LEE COUNTY — An adopted daughter who cashed her dead father’s federal retirement checks up to 14 years after his death was sentenced Tuesday to five years of probation and house arrest.
U.S. District Judge Charlene Honeywell ordered Lisa Kay Maitland, 52, to serve 180 days of house detention and to pay $23,378.90 in restitution to the federal Office of Personnel Management, which pays Civil Service retirement benefits to federal employees.
Maitland, a legal assistant in Lee County for 30 years, pleaded guilty in October to conversion of government funds for embezzling that amount, which was deposited into a joint bank account with her father, Presler Throckmorton, from June 1, 2005, through Feb. 1, 2006.
The Lehigh Acres man died in 1992 at 83, but the last $2,650.22 monthly check was deposited 14 years later. Due to the statute of limitations, Assistant U.S. Attorney Jeffrey Michelland couldn’t prosecute her for the full amount, $167,352.07, sent to that account — or all that the government sent after Throckmorton’s death: $361,616.86.
Defense attorney Terry L. Johnson of Michigan argued that Elizabeth Throckmorton received her husband’s retirement benefits until she became very ill in the late 1990s and a lawyer advised Maitland to open a separate bank account due to Medicare requirements. He said Maitland became her mother’s caregiver, using the money to pay hefty medical bills, ambulance fees and nursing home costs until she died Feb. 17, 2002, after a stroke.
But the judge discounted that defense.
“It’s pretty clear she didn’t use these funds for her mother,” Honeywell said, noting she continued taking money out of the account years after her death. “To me, it smacks more of greed than anything else. ... Perhaps she got used to the money coming in on a monthly basis.”
“I’m troubled by the fact that she worked in the legal community and felt pressed to commit this offense,” the judge said, agreeing Maitland wouldn’t commit another crime, but should serve more than probation.
After a retiree’s death, benefits are transferred to a spouse if the government receives an application. But the maximum benefit is 55 percent and she never applied.
The government never reduced Throckmorton’s benefits because it didn’t learn of his death until his wife died. Surviving children can only receive benefits until age 18 or 22, if a child is a full-time student.
The deposits continued after his death and Maitland opened another account in her and her father’s name in March 2000, using both their signatures.
She faced up to 10 years in prison, a fine and restitution, but had no prior record, not even a ticket. A pre-sentence investigation recommended 12 to 18 months in prison, two to three years of supervised release and a $3,000 to $30,000 fine.
Citing Maitland’s clean record, Johnson sought leniency and argued she couldn’t find records to prove she’d used money for her mother because some nursing homes and services went out of business and she hadn’t kept old records. He contended part of the prosecution should have been against the mother, not Maitland.
“Five years after (the account) was closed, they come forward and say ‘We gotcha,’ “ Johnson said of the 2010 indictment, noting the account was opened 10 years before that.
Although Johnson contended Maitland sent two letters to notify the government of her mother’s death, Michelland said there was no proof. He argued Maitland didn’t write checks out of that account for a reason.
“It’s pretty clear that by taking the money out in cash, it could not be traced,” Michelland said, pointing out nearly $144,000 was cashed after her mother died.
Maitland’s defense was contradicted by what she told an Office of Personnel Management investigator, that her mother didn’t have access to the account, he said, contending probation wasn’t sufficient and jail time, even weekends, was needed as a deterrent.
“With the economy the way it is ... with the federal government having to cut its budget in many ways,” he said, “this is a woman who is contributing to that.”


◆ **REQUIRED ACTION**:
Select every line below containing the word "points".

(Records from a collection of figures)
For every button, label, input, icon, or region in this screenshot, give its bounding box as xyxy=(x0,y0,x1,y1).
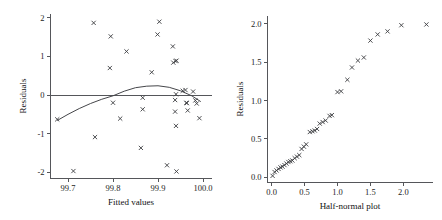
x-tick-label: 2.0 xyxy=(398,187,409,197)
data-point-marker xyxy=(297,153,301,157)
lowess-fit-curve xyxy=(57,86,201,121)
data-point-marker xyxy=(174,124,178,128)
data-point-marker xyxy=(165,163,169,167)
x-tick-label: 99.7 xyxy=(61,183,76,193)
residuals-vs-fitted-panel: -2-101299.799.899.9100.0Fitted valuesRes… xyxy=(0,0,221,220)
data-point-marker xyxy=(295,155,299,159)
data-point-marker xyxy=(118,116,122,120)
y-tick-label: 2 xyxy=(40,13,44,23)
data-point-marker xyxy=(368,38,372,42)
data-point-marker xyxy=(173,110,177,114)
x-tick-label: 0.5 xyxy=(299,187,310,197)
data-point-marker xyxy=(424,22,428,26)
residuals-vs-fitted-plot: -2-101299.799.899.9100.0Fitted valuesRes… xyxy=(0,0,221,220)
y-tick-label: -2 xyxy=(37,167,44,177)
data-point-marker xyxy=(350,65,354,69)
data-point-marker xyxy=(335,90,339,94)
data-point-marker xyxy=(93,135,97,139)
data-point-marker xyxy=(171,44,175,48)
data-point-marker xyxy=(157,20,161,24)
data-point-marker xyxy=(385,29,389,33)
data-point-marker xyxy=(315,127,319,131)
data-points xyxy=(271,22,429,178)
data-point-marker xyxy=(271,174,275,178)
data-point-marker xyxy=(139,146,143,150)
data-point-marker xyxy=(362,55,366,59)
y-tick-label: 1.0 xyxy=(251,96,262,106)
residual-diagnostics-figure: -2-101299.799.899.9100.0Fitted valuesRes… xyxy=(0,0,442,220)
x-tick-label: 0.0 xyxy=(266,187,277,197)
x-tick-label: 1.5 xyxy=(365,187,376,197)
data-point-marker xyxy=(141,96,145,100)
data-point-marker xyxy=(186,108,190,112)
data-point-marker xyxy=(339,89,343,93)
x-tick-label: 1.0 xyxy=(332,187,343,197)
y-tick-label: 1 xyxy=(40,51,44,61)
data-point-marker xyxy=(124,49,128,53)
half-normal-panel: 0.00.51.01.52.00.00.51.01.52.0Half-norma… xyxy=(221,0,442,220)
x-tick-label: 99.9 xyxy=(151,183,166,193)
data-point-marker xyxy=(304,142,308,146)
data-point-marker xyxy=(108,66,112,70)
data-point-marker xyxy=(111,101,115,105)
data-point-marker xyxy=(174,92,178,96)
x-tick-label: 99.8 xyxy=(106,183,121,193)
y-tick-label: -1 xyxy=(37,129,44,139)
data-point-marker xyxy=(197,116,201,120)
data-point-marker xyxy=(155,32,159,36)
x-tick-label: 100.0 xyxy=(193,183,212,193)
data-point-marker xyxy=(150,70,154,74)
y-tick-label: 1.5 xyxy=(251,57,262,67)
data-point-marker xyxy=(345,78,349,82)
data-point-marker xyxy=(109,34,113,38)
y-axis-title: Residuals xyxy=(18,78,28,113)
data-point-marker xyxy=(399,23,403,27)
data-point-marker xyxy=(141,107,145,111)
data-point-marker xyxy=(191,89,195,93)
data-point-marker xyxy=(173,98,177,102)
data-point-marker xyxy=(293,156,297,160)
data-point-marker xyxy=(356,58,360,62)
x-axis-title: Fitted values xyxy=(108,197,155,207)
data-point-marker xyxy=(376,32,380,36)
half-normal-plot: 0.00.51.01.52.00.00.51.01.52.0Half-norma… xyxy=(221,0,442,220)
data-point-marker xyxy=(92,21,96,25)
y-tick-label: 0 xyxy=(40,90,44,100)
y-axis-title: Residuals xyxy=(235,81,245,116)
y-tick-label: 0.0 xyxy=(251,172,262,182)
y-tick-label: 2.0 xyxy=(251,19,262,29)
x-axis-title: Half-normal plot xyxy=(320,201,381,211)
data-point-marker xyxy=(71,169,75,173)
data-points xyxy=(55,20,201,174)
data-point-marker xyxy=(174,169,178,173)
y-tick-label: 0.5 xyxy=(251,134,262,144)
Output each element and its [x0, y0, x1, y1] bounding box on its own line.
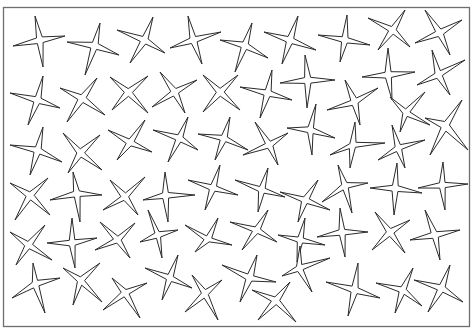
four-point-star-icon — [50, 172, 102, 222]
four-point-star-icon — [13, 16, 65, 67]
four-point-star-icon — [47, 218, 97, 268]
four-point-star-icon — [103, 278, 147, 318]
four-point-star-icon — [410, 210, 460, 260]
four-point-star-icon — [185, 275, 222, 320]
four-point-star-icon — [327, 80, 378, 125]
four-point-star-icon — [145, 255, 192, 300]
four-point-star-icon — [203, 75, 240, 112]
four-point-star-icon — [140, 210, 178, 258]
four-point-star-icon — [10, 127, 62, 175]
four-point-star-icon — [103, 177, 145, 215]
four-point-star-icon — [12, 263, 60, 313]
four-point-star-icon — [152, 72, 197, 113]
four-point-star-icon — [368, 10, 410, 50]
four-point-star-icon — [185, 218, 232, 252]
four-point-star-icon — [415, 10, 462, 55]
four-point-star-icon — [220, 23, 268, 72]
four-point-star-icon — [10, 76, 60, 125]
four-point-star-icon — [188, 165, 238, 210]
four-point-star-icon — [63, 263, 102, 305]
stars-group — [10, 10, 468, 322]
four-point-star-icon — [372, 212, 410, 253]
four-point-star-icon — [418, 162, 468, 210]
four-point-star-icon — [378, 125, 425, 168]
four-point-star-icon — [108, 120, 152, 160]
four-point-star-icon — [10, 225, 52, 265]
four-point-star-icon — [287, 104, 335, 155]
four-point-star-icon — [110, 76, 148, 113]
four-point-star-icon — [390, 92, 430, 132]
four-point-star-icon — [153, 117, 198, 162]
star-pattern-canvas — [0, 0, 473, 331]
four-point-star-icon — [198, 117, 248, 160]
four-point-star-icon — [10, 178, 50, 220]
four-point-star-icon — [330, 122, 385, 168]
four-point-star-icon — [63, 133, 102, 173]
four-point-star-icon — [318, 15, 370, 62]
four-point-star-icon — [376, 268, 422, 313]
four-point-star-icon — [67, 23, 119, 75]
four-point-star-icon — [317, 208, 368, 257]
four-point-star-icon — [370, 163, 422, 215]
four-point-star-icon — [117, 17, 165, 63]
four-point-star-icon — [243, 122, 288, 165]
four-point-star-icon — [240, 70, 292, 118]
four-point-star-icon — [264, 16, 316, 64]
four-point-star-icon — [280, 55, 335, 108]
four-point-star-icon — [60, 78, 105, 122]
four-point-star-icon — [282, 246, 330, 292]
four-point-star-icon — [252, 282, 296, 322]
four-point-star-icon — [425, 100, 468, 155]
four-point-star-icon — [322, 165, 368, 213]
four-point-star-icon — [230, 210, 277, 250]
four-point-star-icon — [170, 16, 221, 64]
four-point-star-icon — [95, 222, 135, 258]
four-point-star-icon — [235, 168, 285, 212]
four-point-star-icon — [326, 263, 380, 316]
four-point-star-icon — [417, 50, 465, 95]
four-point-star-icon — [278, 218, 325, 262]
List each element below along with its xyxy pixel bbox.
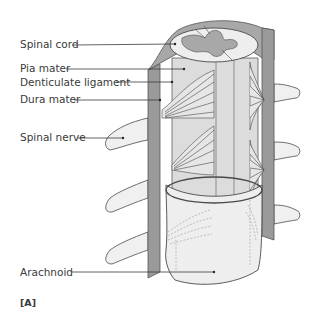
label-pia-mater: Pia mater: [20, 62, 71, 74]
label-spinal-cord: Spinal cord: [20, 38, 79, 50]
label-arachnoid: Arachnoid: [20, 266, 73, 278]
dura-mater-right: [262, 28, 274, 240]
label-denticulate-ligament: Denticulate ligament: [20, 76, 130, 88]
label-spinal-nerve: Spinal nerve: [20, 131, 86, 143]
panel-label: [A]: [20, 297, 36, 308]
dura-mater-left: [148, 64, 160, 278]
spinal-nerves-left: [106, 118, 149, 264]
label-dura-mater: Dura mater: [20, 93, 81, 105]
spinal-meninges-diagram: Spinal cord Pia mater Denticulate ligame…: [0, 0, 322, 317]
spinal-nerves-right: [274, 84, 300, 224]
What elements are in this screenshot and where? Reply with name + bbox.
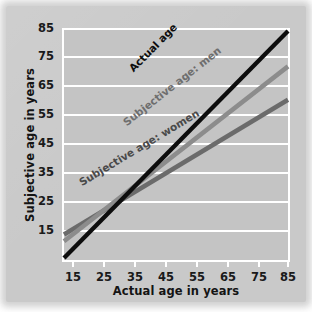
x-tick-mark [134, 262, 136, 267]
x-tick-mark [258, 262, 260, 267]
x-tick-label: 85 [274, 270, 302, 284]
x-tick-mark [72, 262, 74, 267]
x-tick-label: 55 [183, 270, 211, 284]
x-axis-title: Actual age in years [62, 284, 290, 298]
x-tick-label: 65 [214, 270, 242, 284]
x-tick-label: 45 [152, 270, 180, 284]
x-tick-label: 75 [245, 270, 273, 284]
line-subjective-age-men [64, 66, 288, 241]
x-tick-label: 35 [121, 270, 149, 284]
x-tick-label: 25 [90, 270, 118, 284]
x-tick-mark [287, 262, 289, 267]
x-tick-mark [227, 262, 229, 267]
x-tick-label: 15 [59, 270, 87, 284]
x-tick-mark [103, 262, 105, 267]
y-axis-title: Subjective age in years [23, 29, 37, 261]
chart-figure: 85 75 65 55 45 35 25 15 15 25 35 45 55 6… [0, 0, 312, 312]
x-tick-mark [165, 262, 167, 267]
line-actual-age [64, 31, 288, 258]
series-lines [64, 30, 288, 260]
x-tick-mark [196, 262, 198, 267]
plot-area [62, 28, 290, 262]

◆ **RESULT**:
data-points xyxy=(271,22,429,178)
data-points xyxy=(55,20,201,174)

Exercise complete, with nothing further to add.